Hamas spokesperson Isra Al-Modallal – the first female spokesman for the faction — disagrees.

“It’s very important to see this image,” she told The Media Line.  Al-Modallal explained that Palestinians mourn the loss of other Palestinians regardless of which party you belong to. At the same time, she suggested, this could be an opportunity.

“We need one nation to stand strongly against occupation,” he said, adding that this time should be used for the “Palestinian leaders in the West Bank and Gaza Strip to speak out in one voice to the international community.”

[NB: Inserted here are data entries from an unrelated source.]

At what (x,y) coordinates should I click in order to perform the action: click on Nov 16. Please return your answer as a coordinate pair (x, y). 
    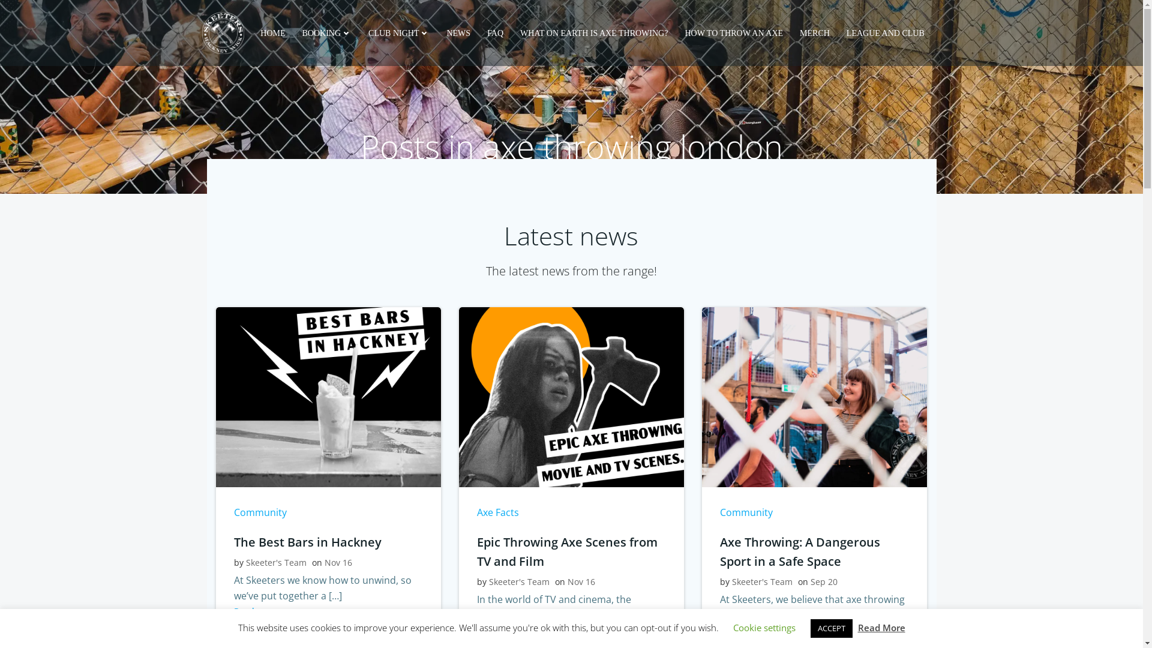
    Looking at the image, I should click on (581, 582).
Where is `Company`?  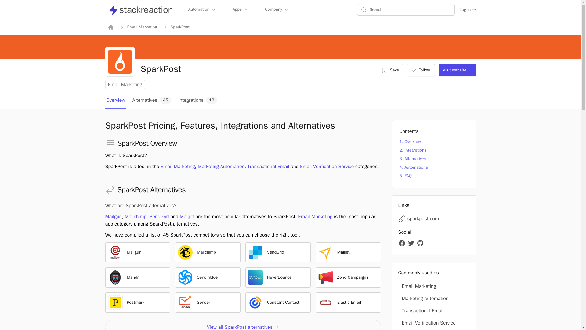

Hamas condemned Saturday’s killings in Jenin, and Al-Modallal was adamant in calling for President Abbas to stop all communication with Israel, “be it government, society,  or organization. Especially negotiations,” she said.

Under the auspices of American Secretary of State John Kerry, the United States has been trying to secure a peace deal between the Israelis and Palestinians. Al-Modallal argues that those talks are actually widening the gaps between Fatah and Hamas because, she asserts, the Palestinians are only being pressured to make more concessions, while, she argued, Israel does not.

Al-Modallal charged that in Abbas’s last meeting with Obama, hope for reconciliation was “absolutely destroyed.”

But Fatah’s Sweilem doesn’t see it that way.

In order for the PA not to be blamed for the failure of talks, Sweilem says “the Palestinian leadership cannot turn its’ back on negotiations with Israelis.”

Meanwhile, at Al-Quds-Bard Honors College for Liberal Arts and Sciences in Abu Dis, second-year student Maen Radaideh, a Fatah loyalist, sits on a bench. The 21-year old Bethlehem resident told The Media Line that seeing the factions together in the West Bank city of Jenin made him happy and gave him hope. “National unity is our current goal against the occupation and the problems between Fatah and Hamas are beside the point,” he said.

Radaideh says it’s normal for any party to face problems.

“I see that the problems are not problems which cannot be resolved,” he said.

Hamas and Fatah have been locked in a dispute since 2007 when the Islamic group routed Fatah and forcibly took over control of the Gaza Strip.  Prior to this, Hamas had won a landslide defeat of Fatah in the 2006 Palestinian parliamentary elections.

Radaideh said that on campus, Fatah and Hamas come together on the Student Council to help the students.

“I wish [Fatah and Hamas] would implement this reality in all of Palestine,” Radaideh said.